- calendar_today September 2, 2025
Apple may have found a new way to beat President Donald Trump’s trade war. Try flattering the president’s ego. On Wednesday, Trump said Apple would be spared from an impending 100 percent tariff on semiconductors, a move that would have made iPhones in overseas markets much more expensive for consumers. That news came on the same day Apple announced a new investment of $100 billion in the U.S. and gifted Trump a one-of-one personalized statue.
The 24-karat gold statue, as explained by Apple CEO Tim Cook, was made by Apple supplier Corning, which produces specialty glass used in iPhones. An Apple employee (and former U.S. Marine Corps corporal) cut a large circle out of the specialty glass and emblazoned a sharp, red Apple logo in the middle, per Reuters. The finished work, according to Cook, came from Utah and was mounted on a 24-karat gold base, on which Trump’s name was engraved. Cook then signed it, etching in “Made in America.”
The photo op in the Oval Office went over well with Trump, who has long urged major corporations to make more products at home. During the presentation, the president confirmed that Apple, and any other company that builds factories in the U.S., would be subject to “no charge” when a tariff on semiconductors is officially put into place. The news is a major win for Apple, which has been subjected to months of criticism by the president over where the company sources its supply chain.
Trump has ramped up his public criticism of Apple as of late. After years of berating the company for its offshore supply chain, Trump seemed to throw a bit of a temper tantrum after Apple shifted some iPhone production to India. In April, he argued on Twitter that his trade policies would force Apple to make “Made in America” iPhones. By May, his frustration with Apple’s Cook was more pronounced. Trump publicly acknowledged, while on a trip to the Middle East, that he had “a little problem with Tim Cook.” Trump reportedly made clear his anger directly to Cook, saying, “We are treating you really good, we put up with all the plants you built in China for years. We are not interested in you building in India.”
Analysts have long maintained that reconfiguring iPhone final assembly to happen in the U.S. would be a logistical nightmare that might not even be possible at all, and that any such move could take years. But Trump and his trade team did not let facts get in the way of a good story. Commerce Secretary Howard Lutnick told CNBC last year that Apple had discussed the idea of using “robotic arms” to come up with a way to match the precision of Chinese factories in the U.S.
Cook has had other ideas. As of Wednesday, it appears that Trump has given up on some of the more extreme demands he leveled against Apple over the past year. Trump has previously threatened to place a 25 percent tariff on the company if it didn’t start assembling iPhones in the U.S. But as of Wednesday, he appears to have dialed back those demands, saying Apple’s latest investment and development moves are “a significant step toward the ultimate goal of ensuring that iPhones sold in America also are made in America.” For now, at least, he is giving the company time.
Cook has made it clear in the past that certain components, like semiconductors, glass, and Face ID modules, are already being made at home. But there has been no definitive promise that Apple will start building iPhones in the U.S. and when it might do so, aside from vague answers that it will be “for a while” in other countries.
Apple has been here before, and not just with Trump. As far back as his first term, Cook charmed the president by promising billions of dollars of investment in the U.S. without meeting his most hardline demands. In 2017, Trump bragged about three “big, beautiful” plants that Apple had promised to open. In the end, only one of the plants was built, and it manufactured face masks, not phones. The next year, Trump toured a new plant in Texas and tweeted that Apple was “interested in building iPhones” in the U.S. That plant was also never used to make iPhones; instead, it produced MacBook Pros. The iPhone assembly line remains in China.
Fast forward to 2023. Trump says Apple has promised to invest a total of $600 billion in the U.S. in the next four years. While the number sounds staggering, Reuters’ analysts said the figure was likely on track with Apple’s normal business operations and a commitment the company has made throughout the Biden administration and Trump’s first term. In other words, Apple is not promising much more than it was already going to do.
Trump has warned companies that make such announcements that they are on the hook for those pledges, and could be retroactively charged tariffs if those goals are not met. But right now, Apple seems to be on track to simply continue its normal level of U.S. investment while keeping final assembly operations abroad. Tariff calculus hasn’t changed. Trump is choosing not to force Apple to act—at least for the time being.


Exercise aim:
Keeping every line intact, repeat the data word for word.

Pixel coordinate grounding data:
--- START ---

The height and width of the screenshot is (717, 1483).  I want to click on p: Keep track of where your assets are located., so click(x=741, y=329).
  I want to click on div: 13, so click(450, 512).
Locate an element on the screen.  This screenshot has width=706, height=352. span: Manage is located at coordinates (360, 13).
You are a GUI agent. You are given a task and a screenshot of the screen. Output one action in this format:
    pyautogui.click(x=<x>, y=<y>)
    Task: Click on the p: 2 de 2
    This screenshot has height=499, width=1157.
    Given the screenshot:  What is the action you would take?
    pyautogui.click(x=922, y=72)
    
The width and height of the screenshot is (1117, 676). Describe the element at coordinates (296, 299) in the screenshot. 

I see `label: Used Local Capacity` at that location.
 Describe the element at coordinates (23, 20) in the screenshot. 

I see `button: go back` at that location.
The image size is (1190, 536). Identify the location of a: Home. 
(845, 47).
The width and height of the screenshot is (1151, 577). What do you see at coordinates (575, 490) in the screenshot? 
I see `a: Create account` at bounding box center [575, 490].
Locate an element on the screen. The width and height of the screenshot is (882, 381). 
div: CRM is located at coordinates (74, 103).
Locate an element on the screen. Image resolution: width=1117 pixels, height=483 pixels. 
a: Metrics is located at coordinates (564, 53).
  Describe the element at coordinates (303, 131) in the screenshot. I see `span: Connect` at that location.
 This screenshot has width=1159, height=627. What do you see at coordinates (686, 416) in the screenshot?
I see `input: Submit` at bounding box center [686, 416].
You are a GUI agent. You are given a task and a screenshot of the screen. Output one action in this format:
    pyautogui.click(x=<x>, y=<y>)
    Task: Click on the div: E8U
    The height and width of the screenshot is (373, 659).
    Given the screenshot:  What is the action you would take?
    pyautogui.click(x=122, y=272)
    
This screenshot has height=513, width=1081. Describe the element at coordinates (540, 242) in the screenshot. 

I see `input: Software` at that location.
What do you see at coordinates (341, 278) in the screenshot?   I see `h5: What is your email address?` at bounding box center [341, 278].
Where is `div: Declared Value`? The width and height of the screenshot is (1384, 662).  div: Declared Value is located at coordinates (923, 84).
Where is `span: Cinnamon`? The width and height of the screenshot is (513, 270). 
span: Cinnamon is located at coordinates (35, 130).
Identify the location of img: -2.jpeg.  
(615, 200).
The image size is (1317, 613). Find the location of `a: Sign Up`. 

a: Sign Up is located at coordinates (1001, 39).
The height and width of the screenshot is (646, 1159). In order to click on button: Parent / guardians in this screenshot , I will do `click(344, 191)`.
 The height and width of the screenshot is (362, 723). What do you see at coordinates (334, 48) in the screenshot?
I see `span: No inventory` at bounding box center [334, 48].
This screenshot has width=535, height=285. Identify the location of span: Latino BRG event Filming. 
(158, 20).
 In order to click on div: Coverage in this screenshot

--- END ---

Answer to the exercise:
The height and width of the screenshot is (717, 1483).  I want to click on p: Keep track of where your assets are located., so click(x=741, y=329).
  I want to click on div: 13, so click(450, 512).
Locate an element on the screen.  This screenshot has width=706, height=352. span: Manage is located at coordinates (360, 13).
You are a GUI agent. You are given a task and a screenshot of the screen. Output one action in this format:
    pyautogui.click(x=<x>, y=<y>)
    Task: Click on the p: 2 de 2
    This screenshot has height=499, width=1157.
    Given the screenshot:  What is the action you would take?
    pyautogui.click(x=922, y=72)
    
The width and height of the screenshot is (1117, 676). Describe the element at coordinates (296, 299) in the screenshot. 

I see `label: Used Local Capacity` at that location.
 Describe the element at coordinates (23, 20) in the screenshot. 

I see `button: go back` at that location.
The image size is (1190, 536). Identify the location of a: Home. 
(845, 47).
The width and height of the screenshot is (1151, 577). What do you see at coordinates (575, 490) in the screenshot? 
I see `a: Create account` at bounding box center [575, 490].
Locate an element on the screen. The width and height of the screenshot is (882, 381). 
div: CRM is located at coordinates (74, 103).
Locate an element on the screen. Image resolution: width=1117 pixels, height=483 pixels. 
a: Metrics is located at coordinates (564, 53).
  Describe the element at coordinates (303, 131) in the screenshot. I see `span: Connect` at that location.
 This screenshot has width=1159, height=627. What do you see at coordinates (686, 416) in the screenshot?
I see `input: Submit` at bounding box center [686, 416].
You are a GUI agent. You are given a task and a screenshot of the screen. Output one action in this format:
    pyautogui.click(x=<x>, y=<y>)
    Task: Click on the div: E8U
    The height and width of the screenshot is (373, 659).
    Given the screenshot:  What is the action you would take?
    pyautogui.click(x=122, y=272)
    
This screenshot has height=513, width=1081. Describe the element at coordinates (540, 242) in the screenshot. 

I see `input: Software` at that location.
What do you see at coordinates (341, 278) in the screenshot?   I see `h5: What is your email address?` at bounding box center [341, 278].
Where is `div: Declared Value`? The width and height of the screenshot is (1384, 662).  div: Declared Value is located at coordinates (923, 84).
Where is `span: Cinnamon`? The width and height of the screenshot is (513, 270). 
span: Cinnamon is located at coordinates (35, 130).
Identify the location of img: -2.jpeg.  
(615, 200).
The image size is (1317, 613). Find the location of `a: Sign Up`. 

a: Sign Up is located at coordinates (1001, 39).
The height and width of the screenshot is (646, 1159). In order to click on button: Parent / guardians in this screenshot , I will do `click(344, 191)`.
 The height and width of the screenshot is (362, 723). What do you see at coordinates (334, 48) in the screenshot?
I see `span: No inventory` at bounding box center [334, 48].
This screenshot has width=535, height=285. Identify the location of span: Latino BRG event Filming. 
(158, 20).
 In order to click on div: Coverage in this screenshot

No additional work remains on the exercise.